Who knows of what the super elastic bubble plastic was made? That’s the point really. Silly putty is a similar conundrum, although,
I think it contained silicone. Better living through chemistry, right? Maybe, not so fast. Today, we have Bucky Balls of small polyethylene spheres called micro beads. They are ubiquitous in the environment and we have the forever chemicals like the Per and Polyfluoroalkyl Substances (PFAS). Manufacturers love the stuff for everything from fast food packaging to fireproof and stain resistant fabric. It’s in you, it’s in your cat, it’s in your baby. Plastics are found in everything in the living food chain now, fish... all the way down to the bottom of deep sea trenches. It will likely never go away... it might get sedimented over in time and sealed away under sand like so many fossils, only to become a layer in some rock tectonic plate churned up a few million years from now.
I infer from the current science that we won’t be around as a species by then, though. I read an article recently that the human fertility rate has dropped 50%. The insect population has dropped 50% or more species, too, and the number of wild animals is dropping at an alarming rate. We are in a mass extinction brought about by human activity. Some of it is due to habitat loss, and in some cases like our own, climate change and hormone interruption from chemicals.
As an artist, I’m concerned about the sustainability and archival quality of my practice. I paint with toxic chemicals and heavy metals like lead, cadmium, and cobalt, not to mention clean up with volatile organic compounds (VOC’s) distilled from petroleum. While all of those pose hazards to me directly (causes cancer in the state of California), it also has implications for the environment.
I was doing some light YouTube research on fabric supports (canvas) and learned about cotton, hemp, linen and polyester. There are many possibilities out there and I learned some great stuff, like hemp was used long before cotton became a thing, like even in the colonies, sails for ships were made of it, before cotton. The invention of the cotton gin pretty much sealed the fate of hemp and for whatever political reason it became illegal to grow hemp in the US at least, probably to protect the cotton industry. And, I had always just assumed linen was a form of cotton. It’s not, it’s from the flax plant, the same plant that I get linseed oil from to make oil paint. Don’t ask me why flax seeds all of a sudden become linseed oil (probably a language thing like old Dutch). Linseed oil is a drying oil... it dries by oxidation.
I’m supposed to keep these posts short, so, linen has the smallest carbon footprint, requires little water.. blah, blah. But it’s organic. It can rot or be eaten by bugs and mold. Polyester canvas is the holy grail of archival flexible painting supports. It lasts “forever.” It is also in the environment as pollution, everywhere, every living thing, except maybe mold. We are not sure if mold is a plant or an animal, but that’s irrelevant.
Copper and aluminum panels are also ‘the shit’ to paint on these days, full circle the Dutch painted on that in the Renaissance. But copper mining is not good for the Amazon rain forest. I’ll conclude by saying that there are artists foraging, using, and interested in sustainable painting practices. I posted in FB group about my opinion that polyester may be forever, but I’ll probably choose to paint on organic linen or hemp glued to bamboo. The post was not received well.
And, then there is the whole glue thing... polyvinyl acetate (PVA)... I’m glad we don’t kill rabbits for rabbit skin gesso anymore, but there are some fish skin glues, and I would imagine other less archival mastics like pine tars, resins, or casein made from milk that absorb water, expand and contract with temperature and humidity and make the paint crack... but I haven’t resolved that question, yet.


**What you are asked to do**
Omitting the images, transcribe the records below exactly as they stand.
____ Entries supplied
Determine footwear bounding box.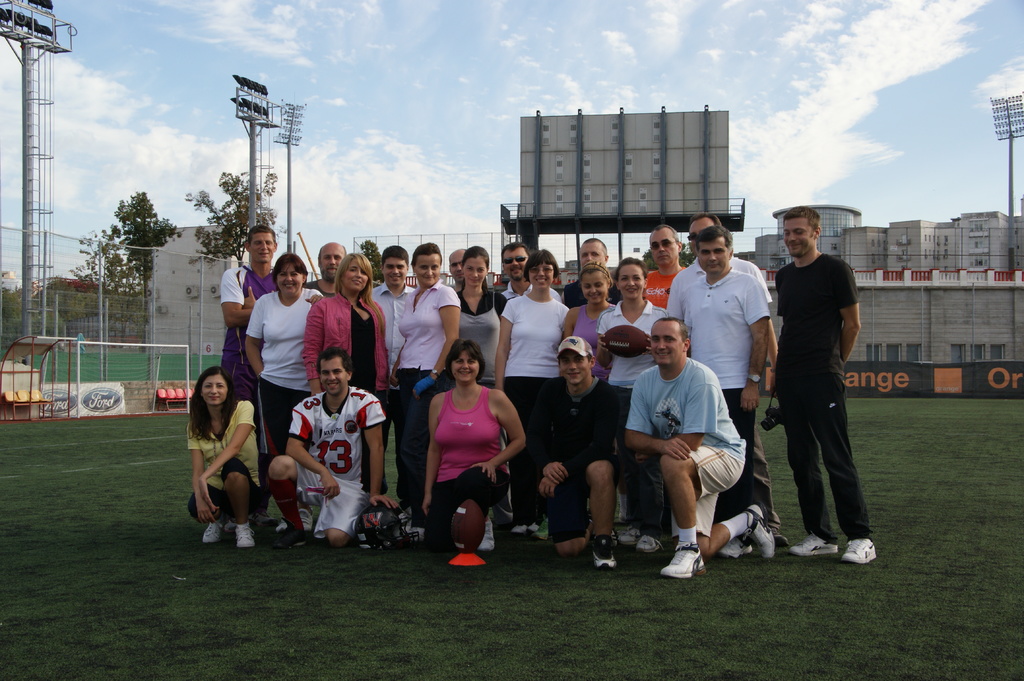
Determined: select_region(741, 501, 775, 556).
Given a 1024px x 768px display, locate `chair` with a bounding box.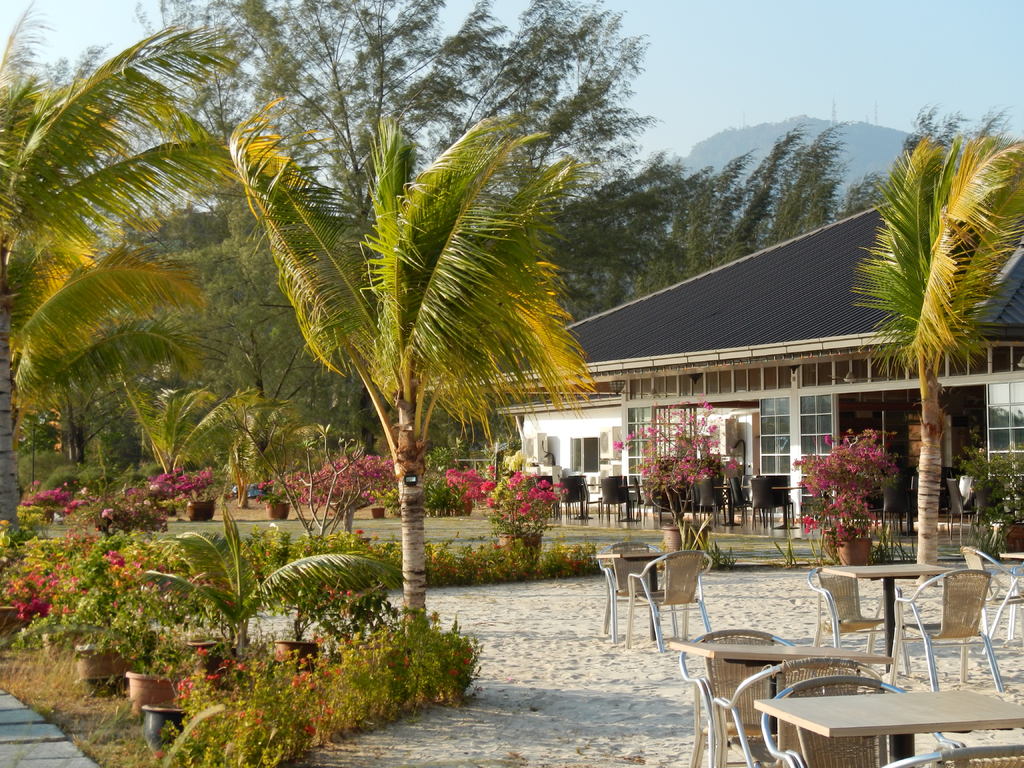
Located: bbox=(889, 746, 1023, 767).
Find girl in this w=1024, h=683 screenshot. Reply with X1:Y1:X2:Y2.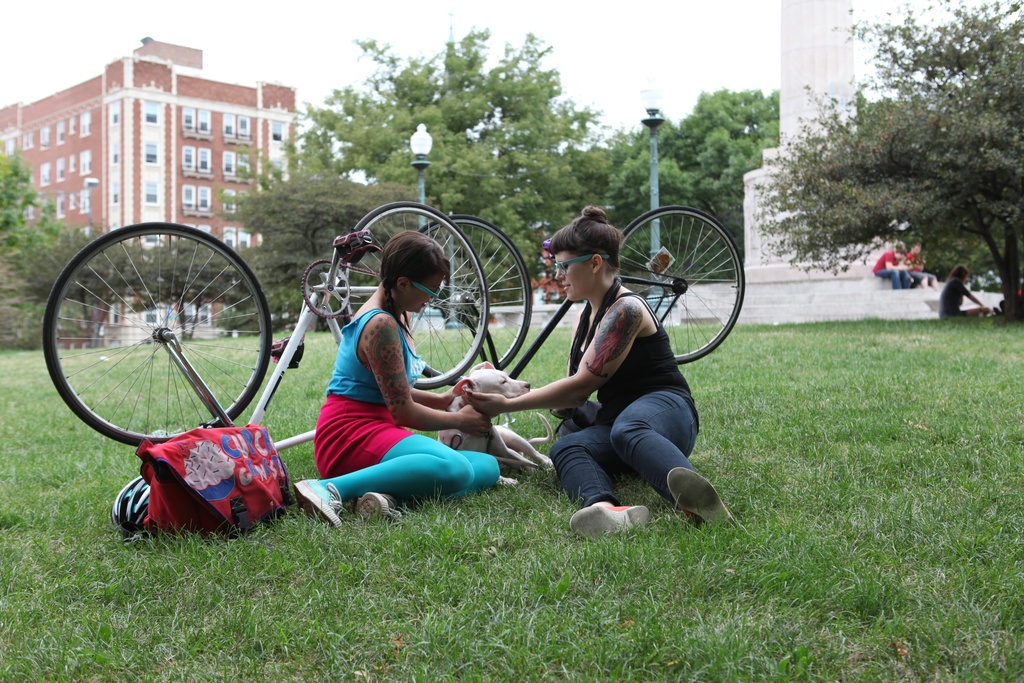
291:231:502:545.
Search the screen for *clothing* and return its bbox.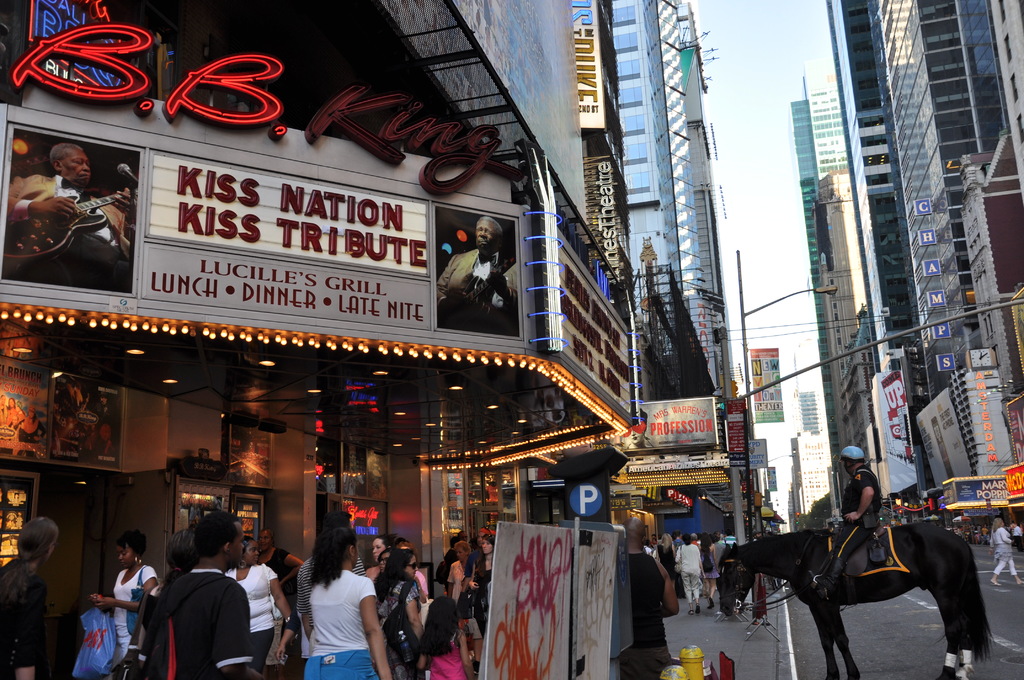
Found: pyautogui.locateOnScreen(377, 578, 420, 679).
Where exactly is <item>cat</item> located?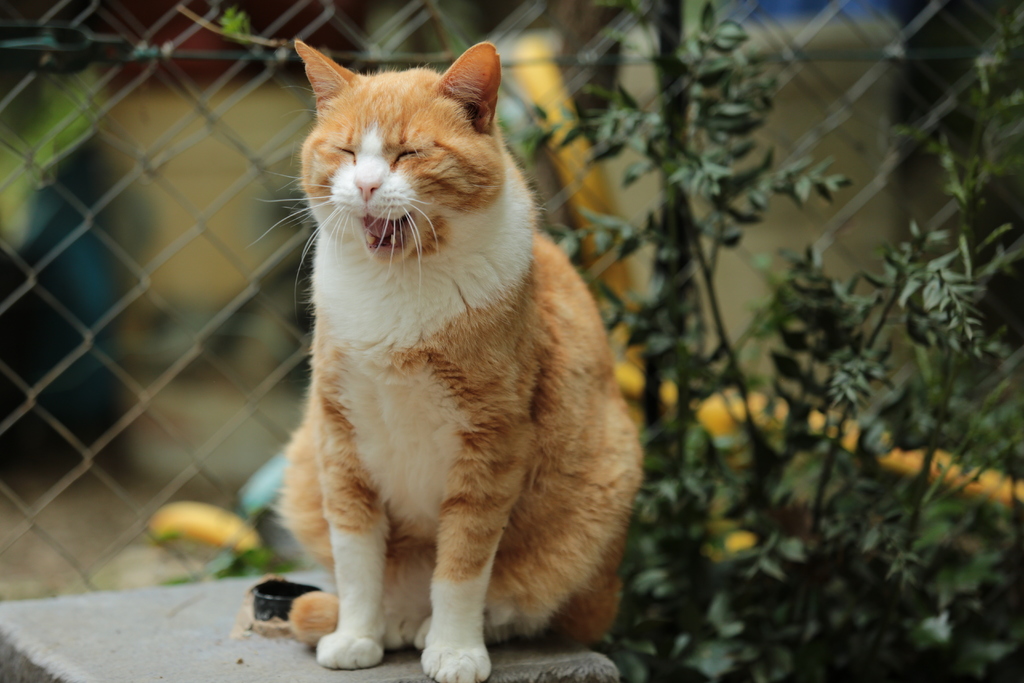
Its bounding box is 229/37/649/682.
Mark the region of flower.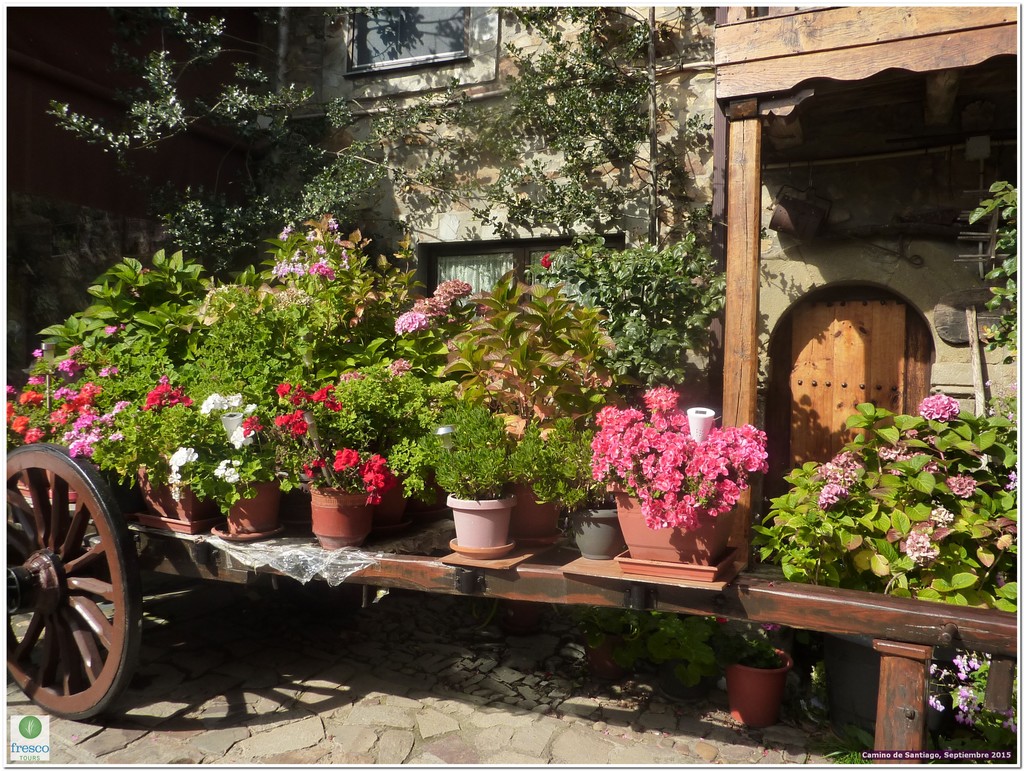
Region: pyautogui.locateOnScreen(228, 426, 257, 450).
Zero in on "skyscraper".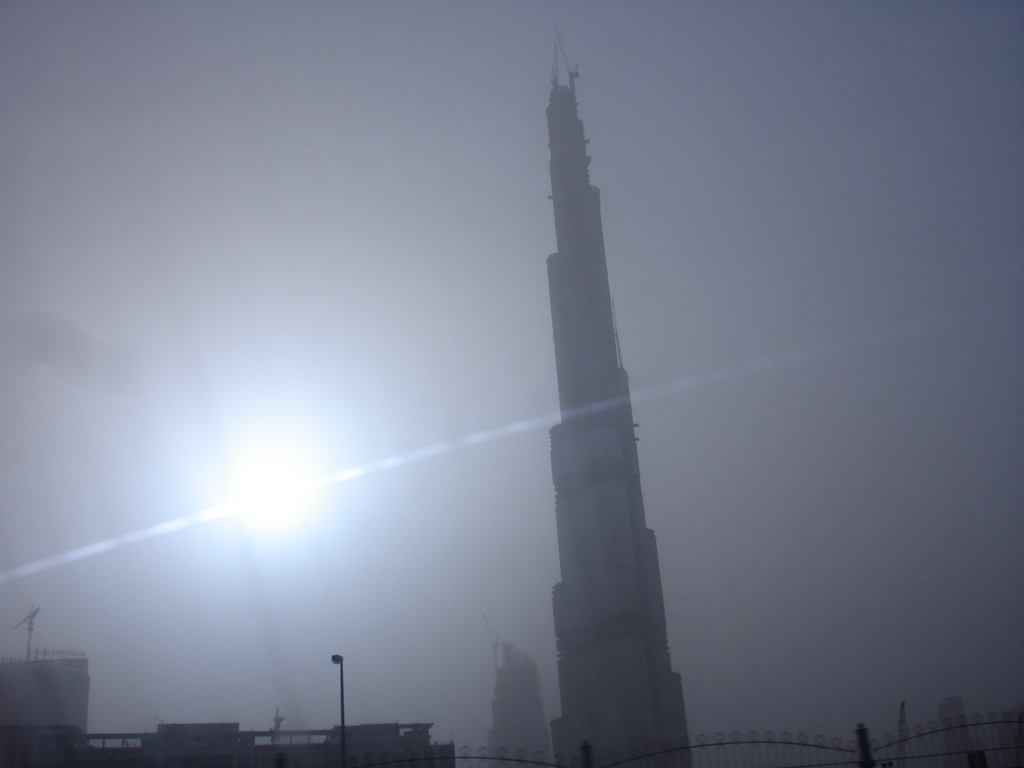
Zeroed in: detection(545, 90, 694, 765).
________
**Written response**
Determine footwear bounding box.
Determined: select_region(741, 501, 775, 556).
Given a 1024px x 768px display, locate `chair` with a bounding box.
Located: bbox=(889, 746, 1023, 767).
Find girl in this w=1024, h=683 screenshot. Reply with X1:Y1:X2:Y2.
291:231:502:545.
Search the screen for *clothing* and return its bbox.
Found: pyautogui.locateOnScreen(377, 578, 420, 679).
Where exactly is <item>cat</item> located?
Its bounding box is 229/37/649/682.
Mark the region of flower.
Region: pyautogui.locateOnScreen(228, 426, 257, 450).
Zero in on "skyscraper".
Zeroed in: detection(545, 90, 694, 765).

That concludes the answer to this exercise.